### EXERCISE OBJECTIVE
The full set of entries below is to be returned unchanged.

### RECORDED DATA
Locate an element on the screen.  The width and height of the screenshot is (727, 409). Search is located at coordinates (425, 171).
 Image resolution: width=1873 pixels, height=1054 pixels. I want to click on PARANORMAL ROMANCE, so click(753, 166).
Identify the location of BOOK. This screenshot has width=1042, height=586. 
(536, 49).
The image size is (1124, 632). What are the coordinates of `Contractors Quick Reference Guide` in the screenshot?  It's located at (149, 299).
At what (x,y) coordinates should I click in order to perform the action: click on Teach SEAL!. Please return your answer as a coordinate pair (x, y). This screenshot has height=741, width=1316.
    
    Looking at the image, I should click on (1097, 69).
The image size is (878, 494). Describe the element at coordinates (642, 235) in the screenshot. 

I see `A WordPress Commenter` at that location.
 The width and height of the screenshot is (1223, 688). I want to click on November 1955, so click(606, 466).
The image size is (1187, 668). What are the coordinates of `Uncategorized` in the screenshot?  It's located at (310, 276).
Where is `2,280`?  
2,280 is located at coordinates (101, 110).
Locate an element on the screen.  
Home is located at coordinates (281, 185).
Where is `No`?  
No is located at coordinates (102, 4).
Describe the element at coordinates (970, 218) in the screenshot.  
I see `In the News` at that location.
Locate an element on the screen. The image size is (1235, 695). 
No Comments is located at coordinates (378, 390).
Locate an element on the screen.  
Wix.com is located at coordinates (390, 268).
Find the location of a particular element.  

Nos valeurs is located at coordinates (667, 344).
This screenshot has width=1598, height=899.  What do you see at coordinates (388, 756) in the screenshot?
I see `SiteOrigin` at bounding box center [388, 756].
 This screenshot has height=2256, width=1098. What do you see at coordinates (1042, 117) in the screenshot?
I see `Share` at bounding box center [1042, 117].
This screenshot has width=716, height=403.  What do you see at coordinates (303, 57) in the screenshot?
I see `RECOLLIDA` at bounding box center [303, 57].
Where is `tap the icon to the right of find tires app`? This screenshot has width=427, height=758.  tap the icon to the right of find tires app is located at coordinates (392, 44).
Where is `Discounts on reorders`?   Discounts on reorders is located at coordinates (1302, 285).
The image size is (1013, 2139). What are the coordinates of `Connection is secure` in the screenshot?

### TASK RESPONSE
Locate an element on the screen.  The width and height of the screenshot is (727, 409). Search is located at coordinates (425, 171).
 Image resolution: width=1873 pixels, height=1054 pixels. I want to click on PARANORMAL ROMANCE, so click(753, 166).
Identify the location of BOOK. This screenshot has width=1042, height=586. 
(536, 49).
The image size is (1124, 632). What are the coordinates of `Contractors Quick Reference Guide` in the screenshot?  It's located at (149, 299).
At what (x,y) coordinates should I click in order to perform the action: click on Teach SEAL!. Please return your answer as a coordinate pair (x, y). This screenshot has height=741, width=1316.
    
    Looking at the image, I should click on (1097, 69).
The image size is (878, 494). Describe the element at coordinates (642, 235) in the screenshot. 

I see `A WordPress Commenter` at that location.
 The width and height of the screenshot is (1223, 688). I want to click on November 1955, so click(606, 466).
The image size is (1187, 668). What are the coordinates of `Uncategorized` in the screenshot?  It's located at (310, 276).
Where is `2,280`?  
2,280 is located at coordinates (101, 110).
Locate an element on the screen.  
Home is located at coordinates (281, 185).
Where is `No`?  
No is located at coordinates (102, 4).
Describe the element at coordinates (970, 218) in the screenshot.  
I see `In the News` at that location.
Locate an element on the screen. The image size is (1235, 695). 
No Comments is located at coordinates (378, 390).
Locate an element on the screen.  
Wix.com is located at coordinates (390, 268).
Find the location of a particular element.  

Nos valeurs is located at coordinates (667, 344).
This screenshot has width=1598, height=899.  What do you see at coordinates (388, 756) in the screenshot?
I see `SiteOrigin` at bounding box center [388, 756].
 This screenshot has height=2256, width=1098. What do you see at coordinates (1042, 117) in the screenshot?
I see `Share` at bounding box center [1042, 117].
This screenshot has width=716, height=403.  What do you see at coordinates (303, 57) in the screenshot?
I see `RECOLLIDA` at bounding box center [303, 57].
Where is `tap the icon to the right of find tires app`? This screenshot has width=427, height=758.  tap the icon to the right of find tires app is located at coordinates (392, 44).
Where is `Discounts on reorders`?   Discounts on reorders is located at coordinates (1302, 285).
The image size is (1013, 2139). What are the coordinates of `Connection is secure` in the screenshot?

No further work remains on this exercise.